- Requirement
May I have the lines from the one containing "Describe the element at coordinates (437, 73)" to the end of the entries, returned exactly and with nothing else?

*** Opening Records for this exercise ***

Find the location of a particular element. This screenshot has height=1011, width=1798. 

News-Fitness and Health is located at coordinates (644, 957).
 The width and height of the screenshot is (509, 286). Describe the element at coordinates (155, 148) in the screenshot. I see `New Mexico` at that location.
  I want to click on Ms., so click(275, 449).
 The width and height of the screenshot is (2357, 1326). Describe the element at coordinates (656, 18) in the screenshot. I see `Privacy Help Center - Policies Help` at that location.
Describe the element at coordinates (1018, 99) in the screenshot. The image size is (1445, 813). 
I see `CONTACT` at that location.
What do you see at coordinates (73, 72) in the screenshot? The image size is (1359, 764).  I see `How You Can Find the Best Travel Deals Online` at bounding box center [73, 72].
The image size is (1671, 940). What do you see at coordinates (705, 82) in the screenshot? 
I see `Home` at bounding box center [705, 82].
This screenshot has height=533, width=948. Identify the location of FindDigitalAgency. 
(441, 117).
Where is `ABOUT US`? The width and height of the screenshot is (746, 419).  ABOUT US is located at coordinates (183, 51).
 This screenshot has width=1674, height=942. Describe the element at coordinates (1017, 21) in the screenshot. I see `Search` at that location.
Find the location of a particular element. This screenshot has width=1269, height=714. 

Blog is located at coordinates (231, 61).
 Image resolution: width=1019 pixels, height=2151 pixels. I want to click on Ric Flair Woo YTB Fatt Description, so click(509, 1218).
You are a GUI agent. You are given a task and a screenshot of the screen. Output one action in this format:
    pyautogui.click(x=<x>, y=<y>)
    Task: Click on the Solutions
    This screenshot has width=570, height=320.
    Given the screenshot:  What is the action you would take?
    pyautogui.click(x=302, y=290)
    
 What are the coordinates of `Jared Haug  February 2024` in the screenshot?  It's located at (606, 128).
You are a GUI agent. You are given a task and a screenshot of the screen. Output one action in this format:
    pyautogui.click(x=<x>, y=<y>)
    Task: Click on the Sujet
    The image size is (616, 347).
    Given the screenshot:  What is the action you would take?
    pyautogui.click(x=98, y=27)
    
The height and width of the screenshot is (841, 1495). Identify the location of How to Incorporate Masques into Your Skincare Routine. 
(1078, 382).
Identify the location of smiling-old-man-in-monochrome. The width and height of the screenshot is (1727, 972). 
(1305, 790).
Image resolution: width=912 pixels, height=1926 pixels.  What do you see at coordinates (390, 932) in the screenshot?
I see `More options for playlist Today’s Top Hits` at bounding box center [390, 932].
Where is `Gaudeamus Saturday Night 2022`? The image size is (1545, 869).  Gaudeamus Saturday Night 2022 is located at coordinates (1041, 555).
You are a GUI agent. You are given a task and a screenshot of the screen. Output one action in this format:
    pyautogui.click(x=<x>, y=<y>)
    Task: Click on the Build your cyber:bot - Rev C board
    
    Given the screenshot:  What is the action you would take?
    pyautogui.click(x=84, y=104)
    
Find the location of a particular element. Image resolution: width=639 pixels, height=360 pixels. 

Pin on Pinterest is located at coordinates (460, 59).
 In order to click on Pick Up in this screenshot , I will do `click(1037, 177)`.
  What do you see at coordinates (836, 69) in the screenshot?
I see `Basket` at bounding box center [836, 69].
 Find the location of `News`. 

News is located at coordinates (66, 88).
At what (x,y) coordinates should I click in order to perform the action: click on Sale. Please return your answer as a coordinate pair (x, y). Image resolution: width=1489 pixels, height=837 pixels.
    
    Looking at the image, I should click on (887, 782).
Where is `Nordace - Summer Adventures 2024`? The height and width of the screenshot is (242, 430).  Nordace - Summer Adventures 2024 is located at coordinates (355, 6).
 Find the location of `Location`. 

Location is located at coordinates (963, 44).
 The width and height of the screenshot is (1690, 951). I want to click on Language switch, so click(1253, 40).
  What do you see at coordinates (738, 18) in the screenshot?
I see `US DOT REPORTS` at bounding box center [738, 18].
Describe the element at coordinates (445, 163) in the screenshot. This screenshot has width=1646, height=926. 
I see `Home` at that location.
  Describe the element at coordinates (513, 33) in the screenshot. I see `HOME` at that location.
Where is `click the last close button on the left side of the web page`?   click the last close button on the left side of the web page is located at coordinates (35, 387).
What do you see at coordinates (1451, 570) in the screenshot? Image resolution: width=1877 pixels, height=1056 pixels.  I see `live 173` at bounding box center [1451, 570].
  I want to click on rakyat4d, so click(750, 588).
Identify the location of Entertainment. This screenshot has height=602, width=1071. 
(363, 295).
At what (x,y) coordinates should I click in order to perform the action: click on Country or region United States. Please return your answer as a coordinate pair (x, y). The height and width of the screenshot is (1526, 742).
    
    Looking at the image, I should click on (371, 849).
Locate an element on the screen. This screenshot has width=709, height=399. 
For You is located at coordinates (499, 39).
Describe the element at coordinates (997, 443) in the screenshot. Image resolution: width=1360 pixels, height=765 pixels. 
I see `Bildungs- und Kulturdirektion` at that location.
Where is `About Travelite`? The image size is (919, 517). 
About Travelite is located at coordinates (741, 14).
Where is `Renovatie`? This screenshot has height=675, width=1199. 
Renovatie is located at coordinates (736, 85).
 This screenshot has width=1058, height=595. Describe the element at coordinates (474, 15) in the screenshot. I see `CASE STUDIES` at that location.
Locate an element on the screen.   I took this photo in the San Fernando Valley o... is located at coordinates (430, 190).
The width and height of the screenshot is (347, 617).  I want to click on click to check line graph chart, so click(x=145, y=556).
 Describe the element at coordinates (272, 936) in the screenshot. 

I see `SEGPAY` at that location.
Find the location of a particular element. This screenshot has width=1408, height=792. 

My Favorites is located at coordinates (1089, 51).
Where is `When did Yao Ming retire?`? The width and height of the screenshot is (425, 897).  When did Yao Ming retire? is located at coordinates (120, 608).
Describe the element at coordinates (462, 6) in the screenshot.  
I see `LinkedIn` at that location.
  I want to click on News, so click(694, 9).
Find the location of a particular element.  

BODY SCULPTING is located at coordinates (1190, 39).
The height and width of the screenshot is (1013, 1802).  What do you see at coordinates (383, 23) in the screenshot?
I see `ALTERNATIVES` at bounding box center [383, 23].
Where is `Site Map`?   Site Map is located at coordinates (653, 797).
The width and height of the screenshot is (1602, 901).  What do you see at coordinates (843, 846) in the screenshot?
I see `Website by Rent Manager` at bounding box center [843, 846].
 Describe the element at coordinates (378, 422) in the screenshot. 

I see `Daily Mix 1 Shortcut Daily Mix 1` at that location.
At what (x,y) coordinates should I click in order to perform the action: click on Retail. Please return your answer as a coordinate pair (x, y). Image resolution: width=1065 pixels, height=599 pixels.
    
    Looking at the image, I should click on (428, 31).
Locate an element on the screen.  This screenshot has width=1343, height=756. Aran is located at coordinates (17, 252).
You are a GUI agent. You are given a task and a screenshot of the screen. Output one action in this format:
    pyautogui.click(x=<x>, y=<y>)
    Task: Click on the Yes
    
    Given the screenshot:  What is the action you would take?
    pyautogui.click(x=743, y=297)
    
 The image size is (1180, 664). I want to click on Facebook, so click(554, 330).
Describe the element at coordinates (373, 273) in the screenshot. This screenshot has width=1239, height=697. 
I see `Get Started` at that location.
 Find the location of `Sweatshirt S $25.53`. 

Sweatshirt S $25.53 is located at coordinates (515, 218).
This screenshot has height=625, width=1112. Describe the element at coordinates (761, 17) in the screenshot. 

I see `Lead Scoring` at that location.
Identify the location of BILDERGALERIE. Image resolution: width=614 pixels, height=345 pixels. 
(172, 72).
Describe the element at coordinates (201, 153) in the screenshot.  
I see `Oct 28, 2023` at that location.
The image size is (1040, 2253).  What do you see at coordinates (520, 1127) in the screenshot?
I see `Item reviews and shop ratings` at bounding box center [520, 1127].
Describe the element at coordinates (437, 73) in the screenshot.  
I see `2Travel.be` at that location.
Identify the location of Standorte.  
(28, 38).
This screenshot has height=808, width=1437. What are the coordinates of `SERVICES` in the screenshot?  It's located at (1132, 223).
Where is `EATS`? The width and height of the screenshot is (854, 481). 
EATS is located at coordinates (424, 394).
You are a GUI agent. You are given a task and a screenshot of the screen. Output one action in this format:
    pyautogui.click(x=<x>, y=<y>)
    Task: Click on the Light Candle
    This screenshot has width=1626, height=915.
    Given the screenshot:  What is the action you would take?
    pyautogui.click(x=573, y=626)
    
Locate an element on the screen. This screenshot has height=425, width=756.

*** Closing Records for this exercise ***

- Solution
Describe the element at coordinates (437, 73) in the screenshot.  
I see `2Travel.be` at that location.
Identify the location of Standorte.  
(28, 38).
This screenshot has height=808, width=1437. What are the coordinates of `SERVICES` in the screenshot?  It's located at (1132, 223).
Where is `EATS`? The width and height of the screenshot is (854, 481). 
EATS is located at coordinates (424, 394).
You are a GUI agent. You are given a task and a screenshot of the screen. Output one action in this format:
    pyautogui.click(x=<x>, y=<y>)
    Task: Click on the Light Candle
    This screenshot has width=1626, height=915.
    Given the screenshot:  What is the action you would take?
    pyautogui.click(x=573, y=626)
    
Locate an element on the screen. This screenshot has height=425, width=756.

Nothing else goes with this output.